Predecessor slams Maza for firing of consultants
Former National Anti-Poverty Commission (NAPC) lead convenor Joel Rocamora has taken to task incumbent NAPC convenor Liza Maza for firing consultants hired during his time, calling the move a “vengeful campaign” that could only hurt the agency.
“If Liza Maza paid more attention to doing the NAPC work instead of looking for ways to accuse me of corruption … she might have discovered that far from being a drain on NAPC resources, the consultants she has dismissed added resources to the NAPC’s meager budget and extended the agency’s services to the poor,” Rocamora said in a statement sent to the Inquirer on Thursday.

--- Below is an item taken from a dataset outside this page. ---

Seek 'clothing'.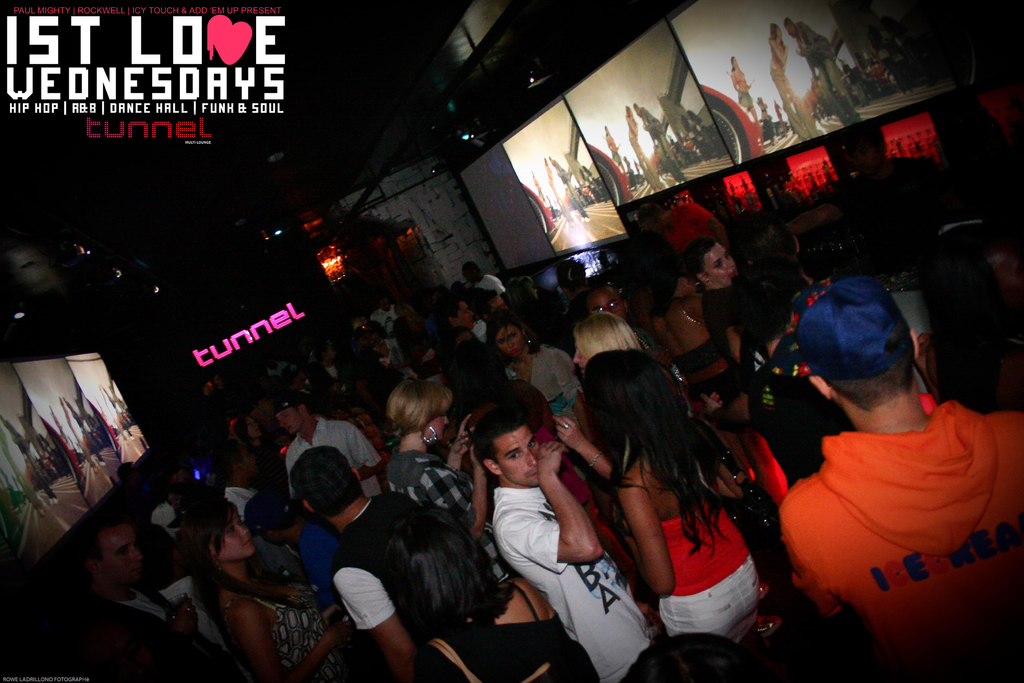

Maza last week terminated the contracts of 155 consultants who she said was costing the agency more than P5.8 million a month in professional fees, in line with President Duterte’s directive to remove all holdover officials from the previous administration.

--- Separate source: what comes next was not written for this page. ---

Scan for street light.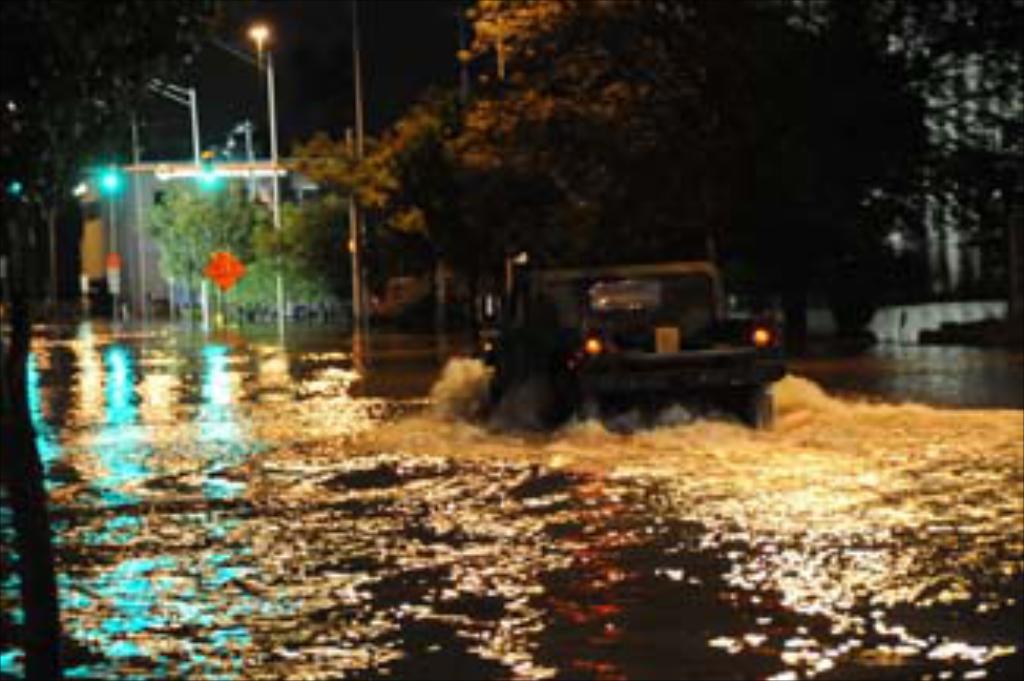
Scan result: (239,16,287,353).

When she took over in July, the NAPC had 161 consultants and 107 contract of service employees. The NAPC is only granted 50 plantilla positions—meaning the number of consultants and contractuals far outnumber the NAPC’s regular employees.
“This is an insult to the NAPC’s mandate to serve the interest of the poor, which is why we are terminating the contracts of 155 of these consultants whose number became bloated particularly in the last six years, with equally bloated compensation package,” Maza had said in a statement.

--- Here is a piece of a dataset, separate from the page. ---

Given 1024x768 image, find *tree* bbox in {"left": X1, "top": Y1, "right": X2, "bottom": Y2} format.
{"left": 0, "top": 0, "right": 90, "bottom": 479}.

But Rocamora said there was a “simple explanation” to the high number of consultants. He said it was impossible for the NAPC to accomplish its task with its limited workforce.
Article continues after this advertisement“Thus, the large number of consultants and contract of service staff. It should also be pointed out that NAPC does not have local offices; thus, it has to hire people, often consultants, to undertake local work,” Rocamora said.
Article continues after this advertisementIn explaining the large salaries, Rocamora pointed out the “difficulties to contract nongovernment organizations” in the aftermath of the pork barrel scam, prompting the NAPC to directly administer local projects. “The large sums paid to some consultants actually represented allowances for several organizers,” he said.
Rocamora pointed out that the consultants’ fees were not draining the funds of the NAPC, as they were hired through projects from other government agencies and the World Bank, which had “augmented the meager budget of the NAPC by around P110 million or more than 50 percent of the agency’s budget in 2016.”
Among others, these programs included a joint project with the Bureau of Fisheries and Aquatic Resources for organizing fisherfolk for the building of fish landings in 520 sites throughout the Philippines, which had hired 75 consultants, and a community vegetable and fruit garden project in 309 municipalities, funded from the bottom-up budgeting this year.